Can we control DRM and sales models?

Absolutely. The system gives you multiple options, many of which can be set once, as default settings. They can be modified on a case by case basis when you’re setting up a deal.

  • Slightly more than half of the collections sold are sold on a permanent ownership basis, and the remainder are sold as recurring subscriptions.
  • You control the pricing of your collections, and we provide a calculator (based on list prices) to help with this.
  • DRM is in your hands — whether ebooks can be printed, etc.

What kind of organisation is this platform suitable for?

You can sell bundles of your ebooks to:

  • Post-secondary institutions, universities & colleges
  • Schools
  • Public libraries
  • Government departments and agencies
  • Companies
  • Healthcare organisations

How should we price a collection?

We ran some analytics on recent activity on Ebook Collections, and here are the results. The percentages shown below are the average discount that publishers apply, depending on the type of collection. When you create a collection, the ECs system calculates the total price of all the titles in a collection (the collection’s gross value). Then you, the publisher, can apply a discount to that gross sum. That gives you the actual price that you’ll put on the collection.   Remember, you can sell collections to a library as either:

  1. An outright sale (perpetual ownership), or
  2. A recurring subscription.

Recent Output (Perpetual Sales) 14.2% discount
Many publishers create collections called something like “Winter 2018 Collection”, comprising their entire output for, say, the last 6 months, or the last year.  

Subject-Based (Subscriptions) 77.9% discount
Typically subscriptions renew annually (though you can customise that). They comprise all the key titles in a specific subject area. You can add new titles to subscriptions as they are released.  

Subject-Based (Perpetual Sale) 23.8% discount
You can sell a collection of your historic output in a specific category, and then sell the library regular “top-ups” of your subsequent output in that category.  

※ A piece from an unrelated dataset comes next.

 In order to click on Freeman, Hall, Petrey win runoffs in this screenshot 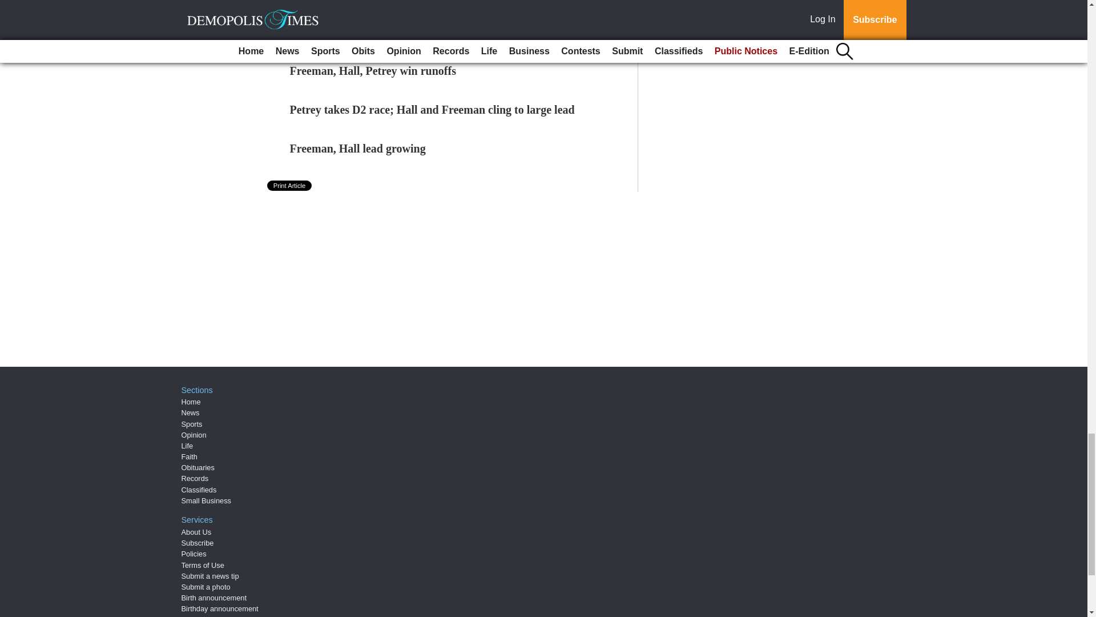, I will do `click(373, 71)`.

Archive Collections (Perpetual Sale) 29.4% discount
Archive collections can be very large, sometimes comprising the publisher’s entire historic output.   The theme that emerges is:

  • For a subscription, you might charge a quarter or fifth of the sum of all the retail prices in the collection (the gross value).
  • For perpetual ownership, consider charging 70% to 85% of the gross.

Read more

Taylor & Francis adopts eBooks.com’s Collections platform
Librarian’s Guide to Ebook Collections
Publisher services from eBooks.com

4 COMMENTS

  1. Is there a minimum number of books which must be listed in a publisher’s collection? What are the plateaus for your fee? (“The fee starts at 15% of gross revenue and scales down to 5% for high volume”) breaks on sales. I am a small publisher – will have 5-8 titles within 6 months, perhaps more. Do I qualify to use this service. My titles are not yet listed for distribution by you.